The president feels the pinch of the parallels between the world’s largest and oldest democracies. His historic election in 2008 and then re-election in 2012 are somehow now blamed for the reverse swing that the country has now witnessed, and as the writer Ta-Nehisi Coates observes, white paranoia has seen a meteoric rise making Obama a figure of hate for the racial supremacists who now occupy the White House. The 44th POTUS sees much of his good work gasping for legislative breath in his own country. Little doubt then that he wouldn’t instinctively understand the plight of post-2014 India.

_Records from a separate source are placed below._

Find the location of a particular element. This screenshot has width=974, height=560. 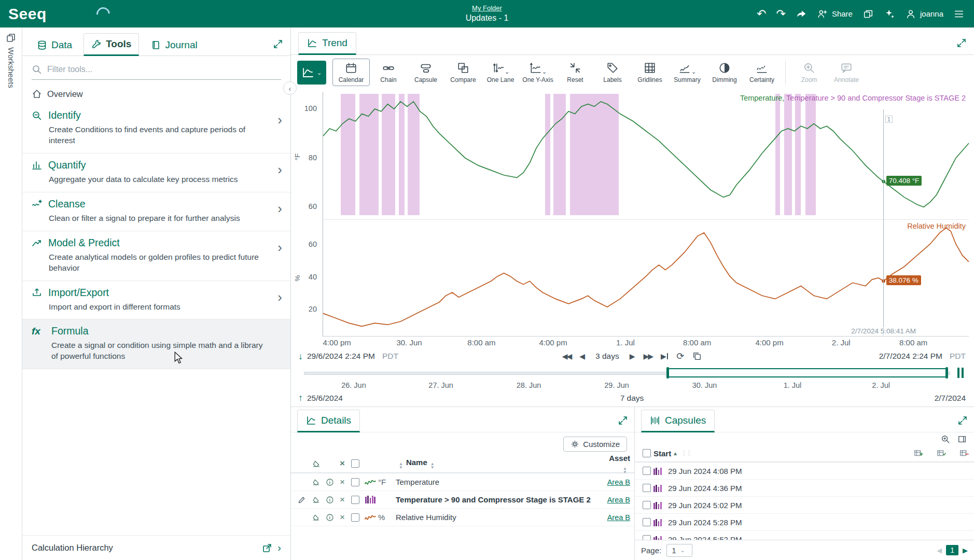

capsules-expand-icon is located at coordinates (963, 421).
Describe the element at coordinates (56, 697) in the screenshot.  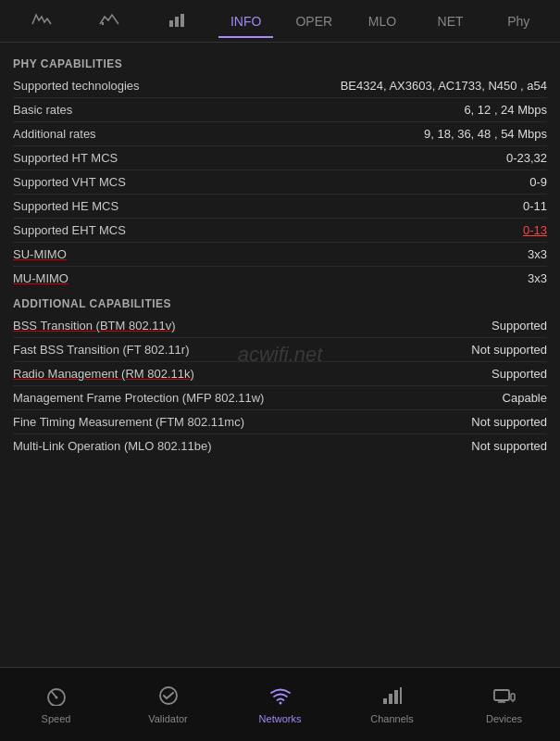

Of course, he couches his criticism in politeness, when he says Prime Minister Narendra Modi is his friend. However, friendships these days remain a tortuous terrain, split wide open by political and ideological differences, though politicians are skillful at masking their mutual differences to emphasise on the common ground. And that common ground is a secular democracy.

Obama’s reminder should make us very, very sad. Not only because the situation has worsened and the climate of fear has intensified since January 2015, from love jihad and ghar wapsi campaigns to the organised violence, economic thefts, persecution, demonisation on social media and on the “nationalist” TV channels, but because the repetition in itself is an acknowledgement of the dire straits the minorities are in here. The point about integration is important because India’s history, politics and culture, particularly in north India which is seeing the rise and rise of Hindutva under the Modi government’s watch, has been, for centuries, a confluence.

Barack Obama is perhaps in the same place as many Indian seculars, doing his job to issue periodic reminders, saying the right thing, trying to halt this juggernaut of cruelty in the name of religious or racial supremacy.

But I don’t expect his fair-weather friend Narendra Modi to pay any attention to his wisdom anymore.